Straw demands efforts to stem Darfur crisis

AFP, Abu Shouk Camp
Foreign Secretary Jack Straw urged the Sudanese government to "make a real effort" to ease the suffering caused by its bloody clampdown in Darfur, as he visited some of million-plus people who have been displaced.

Straw said the authorities had made some advances in opening up the region to relief agencies and providing protection from the Arab militias it sponsored to crush ethnic minority rebels, but said more needed to be done.

It was "the scale of the problem" that made the biggest impression, Straw told Britain's domestic Press Association news agency as he toured the Abu Shouk camp in northern Darfur.

"I knew the numbers, but it is one thing to know the numbers, it is quite another thing to come here, to survey this camp, and to realise that there are more than 50,000 people here but that is only one 20th of the people displaced as a result of the conflict.
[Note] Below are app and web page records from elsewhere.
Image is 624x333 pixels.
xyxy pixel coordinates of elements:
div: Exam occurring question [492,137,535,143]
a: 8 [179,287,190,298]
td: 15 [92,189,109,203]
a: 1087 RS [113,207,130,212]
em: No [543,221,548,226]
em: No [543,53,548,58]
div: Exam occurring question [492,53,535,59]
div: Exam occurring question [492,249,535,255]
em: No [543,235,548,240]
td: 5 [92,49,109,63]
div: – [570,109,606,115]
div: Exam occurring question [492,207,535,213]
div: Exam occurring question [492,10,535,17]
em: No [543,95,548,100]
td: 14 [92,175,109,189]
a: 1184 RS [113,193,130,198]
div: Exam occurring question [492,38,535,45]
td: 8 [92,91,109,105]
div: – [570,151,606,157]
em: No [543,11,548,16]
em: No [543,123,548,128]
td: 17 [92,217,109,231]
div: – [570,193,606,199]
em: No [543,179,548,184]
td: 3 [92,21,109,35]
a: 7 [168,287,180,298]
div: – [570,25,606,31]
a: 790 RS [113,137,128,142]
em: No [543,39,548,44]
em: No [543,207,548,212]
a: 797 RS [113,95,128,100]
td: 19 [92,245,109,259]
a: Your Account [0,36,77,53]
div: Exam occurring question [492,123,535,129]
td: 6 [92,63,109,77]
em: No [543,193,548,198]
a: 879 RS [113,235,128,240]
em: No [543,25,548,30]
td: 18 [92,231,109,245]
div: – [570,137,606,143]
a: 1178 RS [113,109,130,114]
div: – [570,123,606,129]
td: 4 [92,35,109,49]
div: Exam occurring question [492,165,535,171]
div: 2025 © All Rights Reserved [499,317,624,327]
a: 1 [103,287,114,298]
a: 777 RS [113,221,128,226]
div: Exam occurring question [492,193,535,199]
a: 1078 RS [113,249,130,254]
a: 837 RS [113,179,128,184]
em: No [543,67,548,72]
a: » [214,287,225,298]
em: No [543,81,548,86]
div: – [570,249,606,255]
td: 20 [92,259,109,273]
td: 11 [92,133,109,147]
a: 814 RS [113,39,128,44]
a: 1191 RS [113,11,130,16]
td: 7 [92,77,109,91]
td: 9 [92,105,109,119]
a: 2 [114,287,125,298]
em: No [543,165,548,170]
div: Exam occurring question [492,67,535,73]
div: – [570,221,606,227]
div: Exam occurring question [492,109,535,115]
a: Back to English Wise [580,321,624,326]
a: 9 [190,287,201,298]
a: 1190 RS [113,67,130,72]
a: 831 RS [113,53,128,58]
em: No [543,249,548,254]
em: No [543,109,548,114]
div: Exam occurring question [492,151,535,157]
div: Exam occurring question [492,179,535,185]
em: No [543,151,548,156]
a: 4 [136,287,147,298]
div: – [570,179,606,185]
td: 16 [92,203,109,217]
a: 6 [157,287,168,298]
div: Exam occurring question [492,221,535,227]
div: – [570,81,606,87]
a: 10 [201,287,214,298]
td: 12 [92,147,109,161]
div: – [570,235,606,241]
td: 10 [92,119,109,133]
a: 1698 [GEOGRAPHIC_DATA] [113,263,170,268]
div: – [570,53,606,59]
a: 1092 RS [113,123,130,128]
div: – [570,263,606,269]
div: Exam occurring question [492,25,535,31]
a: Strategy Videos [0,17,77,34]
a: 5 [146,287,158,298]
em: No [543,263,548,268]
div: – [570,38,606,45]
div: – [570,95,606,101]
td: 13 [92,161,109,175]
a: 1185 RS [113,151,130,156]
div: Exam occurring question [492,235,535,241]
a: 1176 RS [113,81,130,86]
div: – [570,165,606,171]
"I think that the government of Sudan has made progress in some fields. Humanitarian access is much better. Security within the camps is better.

"But there is a very great deal to be done before these and 1.2 million like them feel reassured enough to go back to their villages.

"That requires a real effort by the government of Sudan to provide for their safety and also to ensure that there is progress in the peace talks."

Straw was referring to negotiations in the Nigerian capital of Abuja with representatives of the two Darfur rebel groups, which went into a second day Tuesday with the rebels voicing pessimism about Khartoum's readiness to open up to the non-Arab minorities, who together make up nearly half of Sudan's population.